John Stuart Mill said competition was the necessary dynamic. Hume said much the same thing. These great observers all agreed. The whole world would come to a halt if people didn’t compete.

Survival of the fittest….

What would the end result of that be? An exclusive super-elite? Wouldn’t they still need to compete though? Until only one stood tall? Who would be left to compete with then?

Who cares? Why care?

McNally wasn’t one of life’s winners. If he had ever won anything, he’d already pissed it up several walls. He went through phases when he’d decide to compete in the rat-race and ended up wearing the smart clothes purchased for the job several months later, dishevelled and lacklustre; fabric monuments to another failure. Currently he was wearing a shiny grey suit and blue slip-on shoes all scuffed from his eternal walking. He had no underpants on and his piss-dribbles had discoloured the left side of his fly area. He looked like a down at heel insurance salesman which was interesting because that is what he was.

That is what he is.

He was married to a woman that loved him unreservedly. She knew his heart was in the right place. Their love was a very private affair. So private that they’d ignored the possibility of adding children to it. In fact, they feared children may have subtracted from it; diluted it in some way.

To her, he was the kindliest man alive. It was probably his kindliness that kept him back; hampered him. The world was not set up for kindly men.

She even bought his whisky for him. Other than herself, it was the only thing that seemed to give him comfort. She watched him drink it. She could see the transition in him after a couple of mouthfuls. The worries of his life left him for an hour or two at least. He’d talk and tell her jokes and stories. He’d laugh at her little oddities; who she’d talked to at work that day, the absurdity of life and people. They shared a deep sense of the absurdity of life and people and laughed together when they weren’t looking. He was really the only human being who had ever brought her out of herself. Without him she’d disappear again like a light that had once flickered but had since died. She needed him like she needed food and water to live.

For what was life? Largely, it was what other people told you it was. Banks and corporations; politicians and newspapers. But, what was it really…? This little life rounded by a sleep?
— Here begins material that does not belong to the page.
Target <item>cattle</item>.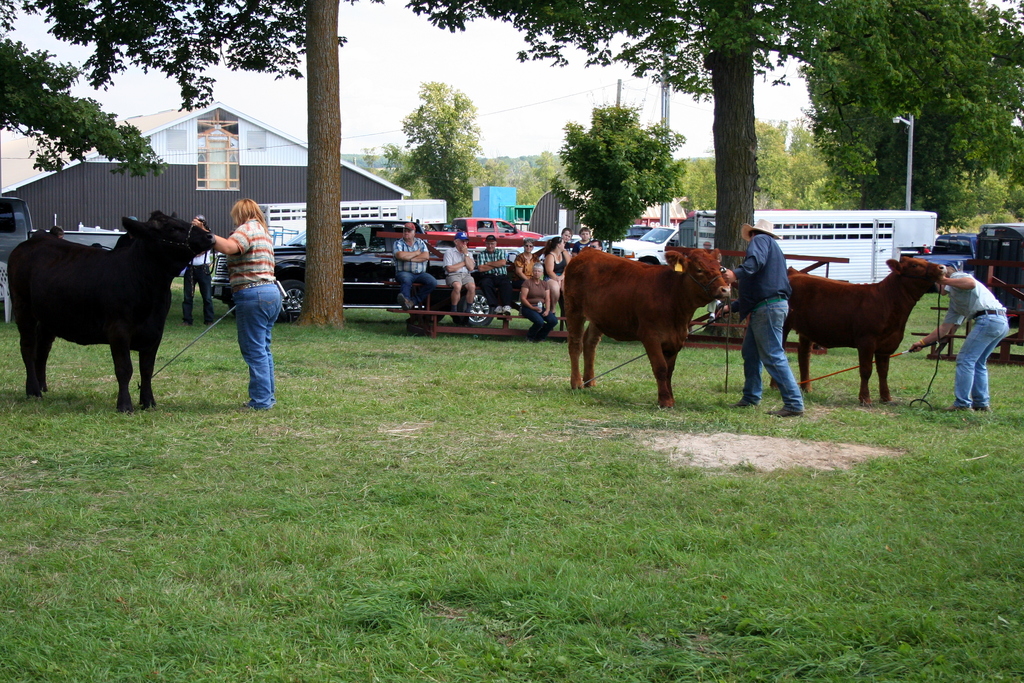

She never even wanted to go out. In fact, the thought of any kind of social life worried her greatly. His company here at home was all she craved and she knew he felt exactly the same. Other people were only an intrusion, an aberration, an adulteration. There was really no need for them.

The fact that they had to go out to work was bad enough. It was hard to survive people on such a daily basis. Their judgements and comments, their conversation. They threatened to ruin everything. It seemed to her that people enjoyed the failures of others. They protested the contrary but it appeared that they did. Some of them thrived on it like voracious jungle beasts. The called her Jill when her name was Gillian. People were always taking liberties like this. Like the Native Americans who felt a photograph stole their soul, she felt people stole a little piece of her every day; trying to get to know her; looking for information. Where did she live, what did she like to do? Why on earth did they want to know? She had absolutely no interest in anyone else’s life.

After all that had happened to her she wanted as little to do with anyone else as was absolutely possible. She was Mrs McNally, and that was all she required from humanity.